Guthrie: Tratado 46,1 (I, 4, 1) — DEFINITIONS OF HAPPINESS.

DEFINITIONS OF HAPPINESS.

1. The (Aristotelian) ideal of living well and happiness are (practically) identical. Should we, on that account, grant even to animals the privilege of achieving happiness? Why might we not say that they live well, if it be granted them, in their lives, to follow the course of nature, without obstacles? For if to live well consist either in pleasure (pleasant passions, as the Epicureans taught), or in realizing one’s own individual aim (the Stoic ideal), then this living well is, in either case, possible for animals, who can both enjoy pleasure, and accomplish their peculiar aim. Thus singing birds live a life desirable for them, if they enjoy pleasure, and sing conformably to their nature. If further we should define happiness as achieving the supreme purpose towards which nature aspires (the Stoic ideal), we should, even in this case, admit that animals share in happiness when they accomplish this supreme purpose. Then nature arouses in them no further desires, because their whole career is completed, and their life is filled from beginning to end.

WHETHER PLANTS MAY BE TERMED HAPPY.

There are no doubt some who may object to our admitting to happiness living beings other than man. They might even point out that on this basis happiness could not be refused to even the lowest beings, such as plants: for they also live, their life also has a purpose, by which they seek to fulfil their development. However, it would seem rather unreasonable to say, that living beings other than humans cannot possess happiness by this mere reason that to us they seem pitiable. Besides, it would be quite possible to deny to plants what may be predicated of other living beings, on the grounds that plants lack emotion. Some might hold they are capable of happiness, on the strength of their possessing life, for a being that lives can live well or badly; and in this way we could say that they possess or lack well-being, and bear, or do not bear fruits. If (as Aristippus thought), pleasure is the goal of man, and if to live well is constituted by enjoying it, it would be absurd to claim that no living beings other than man could live well. The same argument applies if we define happiness as (a state of imperturbable tranquility, by Epicurus called) ataraxy; or as (of the Stoic ideal) living conformably to nature.

GUTHRIE, K. S. Plotinus: Complete Works: In Chronological Order, Grouped in Four Periods. [single Volume, Unabridged]. [s.l.] CreateSpace Independent Publishing Platform, 2017.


#### [Work to be completed]
One line at a time, check the entries below for the word "this", and copy each line that has it.

Items from a figure collection:
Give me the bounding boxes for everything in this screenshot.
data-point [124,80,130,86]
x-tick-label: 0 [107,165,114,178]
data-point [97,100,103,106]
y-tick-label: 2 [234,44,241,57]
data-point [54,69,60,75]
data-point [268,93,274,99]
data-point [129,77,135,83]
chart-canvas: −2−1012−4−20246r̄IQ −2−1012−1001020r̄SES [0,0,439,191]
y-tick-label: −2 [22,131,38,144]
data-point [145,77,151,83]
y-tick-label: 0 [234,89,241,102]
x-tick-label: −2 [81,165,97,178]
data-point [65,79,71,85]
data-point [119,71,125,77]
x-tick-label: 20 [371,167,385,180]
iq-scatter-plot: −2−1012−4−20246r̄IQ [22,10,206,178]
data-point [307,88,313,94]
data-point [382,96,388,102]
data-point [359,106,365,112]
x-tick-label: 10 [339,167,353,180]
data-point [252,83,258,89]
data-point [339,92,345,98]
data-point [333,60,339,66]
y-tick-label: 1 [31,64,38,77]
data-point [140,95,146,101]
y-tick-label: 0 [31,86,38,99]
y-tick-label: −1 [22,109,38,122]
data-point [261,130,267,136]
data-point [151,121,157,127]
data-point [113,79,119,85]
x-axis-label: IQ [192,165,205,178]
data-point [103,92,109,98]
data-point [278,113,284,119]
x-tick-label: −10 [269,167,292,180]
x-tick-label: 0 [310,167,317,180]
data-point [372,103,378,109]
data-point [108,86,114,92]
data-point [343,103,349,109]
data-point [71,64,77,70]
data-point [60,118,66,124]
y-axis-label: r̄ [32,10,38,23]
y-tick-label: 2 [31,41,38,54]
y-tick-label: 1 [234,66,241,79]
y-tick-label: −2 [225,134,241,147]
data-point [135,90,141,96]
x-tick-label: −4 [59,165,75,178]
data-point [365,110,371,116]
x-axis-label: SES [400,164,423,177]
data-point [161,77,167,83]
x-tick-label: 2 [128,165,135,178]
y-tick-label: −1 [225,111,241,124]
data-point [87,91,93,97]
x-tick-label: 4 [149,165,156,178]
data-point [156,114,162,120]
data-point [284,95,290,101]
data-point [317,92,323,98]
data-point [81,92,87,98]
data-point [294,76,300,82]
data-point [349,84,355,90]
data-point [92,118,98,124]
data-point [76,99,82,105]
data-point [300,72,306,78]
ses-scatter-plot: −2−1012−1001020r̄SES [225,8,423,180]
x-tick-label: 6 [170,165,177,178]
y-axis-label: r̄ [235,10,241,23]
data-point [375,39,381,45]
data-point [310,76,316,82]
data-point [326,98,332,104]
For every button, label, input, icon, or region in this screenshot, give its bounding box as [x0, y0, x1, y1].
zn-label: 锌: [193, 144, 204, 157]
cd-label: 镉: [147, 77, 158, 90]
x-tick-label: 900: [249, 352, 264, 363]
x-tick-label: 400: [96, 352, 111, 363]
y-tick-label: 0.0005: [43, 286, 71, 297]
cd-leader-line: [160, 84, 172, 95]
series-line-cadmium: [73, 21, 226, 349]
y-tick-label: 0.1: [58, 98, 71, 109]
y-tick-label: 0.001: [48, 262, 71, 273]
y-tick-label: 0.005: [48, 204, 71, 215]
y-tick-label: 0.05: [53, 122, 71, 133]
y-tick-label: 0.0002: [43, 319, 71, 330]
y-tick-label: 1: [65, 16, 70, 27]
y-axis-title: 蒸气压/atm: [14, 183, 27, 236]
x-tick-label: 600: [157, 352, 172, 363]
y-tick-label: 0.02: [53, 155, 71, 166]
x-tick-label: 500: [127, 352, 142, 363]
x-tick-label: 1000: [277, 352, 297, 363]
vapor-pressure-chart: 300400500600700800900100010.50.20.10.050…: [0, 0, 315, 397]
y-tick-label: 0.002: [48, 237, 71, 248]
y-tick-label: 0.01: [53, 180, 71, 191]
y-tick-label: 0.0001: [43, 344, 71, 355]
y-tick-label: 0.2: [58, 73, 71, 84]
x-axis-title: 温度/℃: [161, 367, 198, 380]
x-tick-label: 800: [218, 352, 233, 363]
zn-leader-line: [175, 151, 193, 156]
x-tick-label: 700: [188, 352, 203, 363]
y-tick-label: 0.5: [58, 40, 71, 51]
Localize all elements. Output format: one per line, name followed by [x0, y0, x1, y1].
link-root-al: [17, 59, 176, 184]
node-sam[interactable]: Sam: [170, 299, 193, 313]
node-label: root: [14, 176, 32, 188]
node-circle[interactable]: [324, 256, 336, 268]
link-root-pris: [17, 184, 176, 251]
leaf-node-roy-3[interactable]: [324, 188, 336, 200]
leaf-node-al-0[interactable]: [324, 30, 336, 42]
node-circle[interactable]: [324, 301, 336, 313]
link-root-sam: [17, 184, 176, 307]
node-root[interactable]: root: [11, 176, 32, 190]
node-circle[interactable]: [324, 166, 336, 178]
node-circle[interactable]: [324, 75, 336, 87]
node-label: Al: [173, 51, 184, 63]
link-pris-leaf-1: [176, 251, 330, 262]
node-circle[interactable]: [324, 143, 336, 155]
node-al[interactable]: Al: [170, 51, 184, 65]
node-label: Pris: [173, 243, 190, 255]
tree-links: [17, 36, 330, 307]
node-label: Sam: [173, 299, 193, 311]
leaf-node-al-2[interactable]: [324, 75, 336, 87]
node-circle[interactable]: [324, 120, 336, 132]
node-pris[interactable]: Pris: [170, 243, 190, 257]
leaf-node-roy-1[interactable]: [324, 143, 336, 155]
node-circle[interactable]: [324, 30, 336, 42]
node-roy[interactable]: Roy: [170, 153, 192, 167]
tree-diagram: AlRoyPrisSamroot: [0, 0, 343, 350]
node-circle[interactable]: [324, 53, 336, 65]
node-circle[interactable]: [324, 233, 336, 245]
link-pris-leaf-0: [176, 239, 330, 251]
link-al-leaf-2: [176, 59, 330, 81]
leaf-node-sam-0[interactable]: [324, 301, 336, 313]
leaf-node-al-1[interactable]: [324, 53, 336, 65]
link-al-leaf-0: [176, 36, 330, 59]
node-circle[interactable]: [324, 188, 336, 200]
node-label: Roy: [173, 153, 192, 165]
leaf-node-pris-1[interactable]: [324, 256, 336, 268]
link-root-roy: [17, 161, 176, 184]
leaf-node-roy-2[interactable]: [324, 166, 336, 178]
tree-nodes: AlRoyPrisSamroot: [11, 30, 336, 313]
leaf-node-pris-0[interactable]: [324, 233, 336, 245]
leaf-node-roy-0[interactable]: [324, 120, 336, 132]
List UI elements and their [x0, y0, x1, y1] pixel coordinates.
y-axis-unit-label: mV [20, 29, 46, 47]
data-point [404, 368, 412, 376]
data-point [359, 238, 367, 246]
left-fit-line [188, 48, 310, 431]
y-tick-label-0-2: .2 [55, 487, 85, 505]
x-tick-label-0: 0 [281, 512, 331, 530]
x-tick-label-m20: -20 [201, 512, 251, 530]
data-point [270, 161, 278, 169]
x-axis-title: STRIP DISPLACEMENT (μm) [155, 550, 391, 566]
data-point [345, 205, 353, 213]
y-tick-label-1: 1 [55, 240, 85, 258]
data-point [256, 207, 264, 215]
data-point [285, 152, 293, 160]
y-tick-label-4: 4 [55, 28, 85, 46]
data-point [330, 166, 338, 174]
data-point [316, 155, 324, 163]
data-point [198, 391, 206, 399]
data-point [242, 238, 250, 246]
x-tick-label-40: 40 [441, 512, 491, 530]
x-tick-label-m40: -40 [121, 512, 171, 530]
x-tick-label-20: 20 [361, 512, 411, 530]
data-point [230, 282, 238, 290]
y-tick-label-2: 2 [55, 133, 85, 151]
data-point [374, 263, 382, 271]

#### [Written answer]
Give me the bounding boxes for everything in this screenshot.
For every button, label, input, icon, or region in this screenshot, give its bounding box as [x0, y0, x1, y1].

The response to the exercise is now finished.